Levin listened to his brother, understood decidedly nothing and did not want to understand. He was afraid only that his brother might ask him a question which would make it clear that he had heard nothing.

‘So there, my good friend,’ said Sergei Ivanovich, touching his shoulder.

‘Yes, of course. Anyhow, I don’t insist,’ Levin replied with a childish, guilty smile. ‘What was it I was arguing about?’ he thought. ‘Of course, I’m right, and he’s right, and everything’s splendid.
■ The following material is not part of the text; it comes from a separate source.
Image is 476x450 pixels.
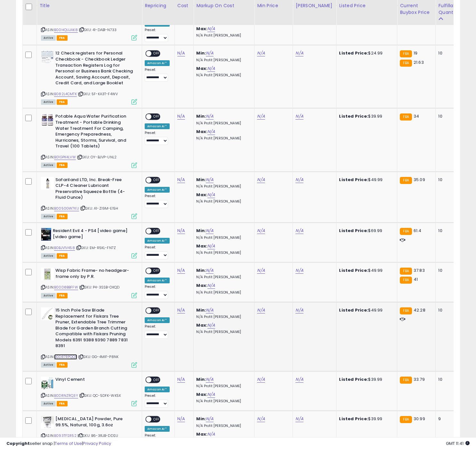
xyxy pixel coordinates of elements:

Only I have to go to the office and give orders.’ He stood up, stretching himself and smiling.

Sergei Ivanovich also smiled.

‘You want to have a stroll, let’s go together,’ he said, not wanting to part from his brother, who simply exuded freshness and briskness. ‘Let’s go, and call in at the office if you need to.’

‘Good heavens!’ cried Levin, so loudly that he frightened Sergei Ivanovich.

‘What? What’s the matter?’

‘How is Agafya Mikhailovna’s arm?’ said Levin, slapping his forehead. ‘I forgot all about it.’

‘Much better.’

‘Well, I’ll run over to see her all the same. I’ll be back before you can put your hat on.’

And with a rattle-like clatter of his heels, he ran down the stairs.

VII

While Stepan Arkadyich, having taken almost all the money there was in the house, went to Petersburg to fulfil the most natural and necessary duty, known to all who serve in the government though incomprehensible to those who do not, and without which it is impossible to serve - that of reminding the ministry of himself - and, in going about the fulfilment of this duty, spent his time merrily and pleasantly at the races and in summer houses, Dolly moved with the children to their country estate in order to reduce expenses as much as possible. She moved to her dowry estate, Yergushovo, the same one where the wood had been sold in spring and which was about thirty-five miles from Levin’s Pokrovskoe.

In Yergushovo the big, old house had been torn down long ago, and the prince had refurbished and enlarged the wing. Some twenty years ago, when Dolly was still a child, the wing had been roomy and comfortable, though it stood, as all wings do, sideways to the front drive and the south. But this wing was now old and decayed. When Stepan Arkadyich had gone to sell the wood in the spring, Dolly had asked him to look it over and order the necessary repairs. Stepan Arkadyich, who, like all guilty husbands, was very solicitous of his wife’s comfort, looked the house over himself and gave orders about everything he thought necessary. To his mind, there was a need to re-upholster all the furniture with cretonne, to hang curtains, to clean up the garden, make a little bridge by the pond and plant flowers; but he forgot many other necessary things, the lack of which later tormented Darya Alexandrovna.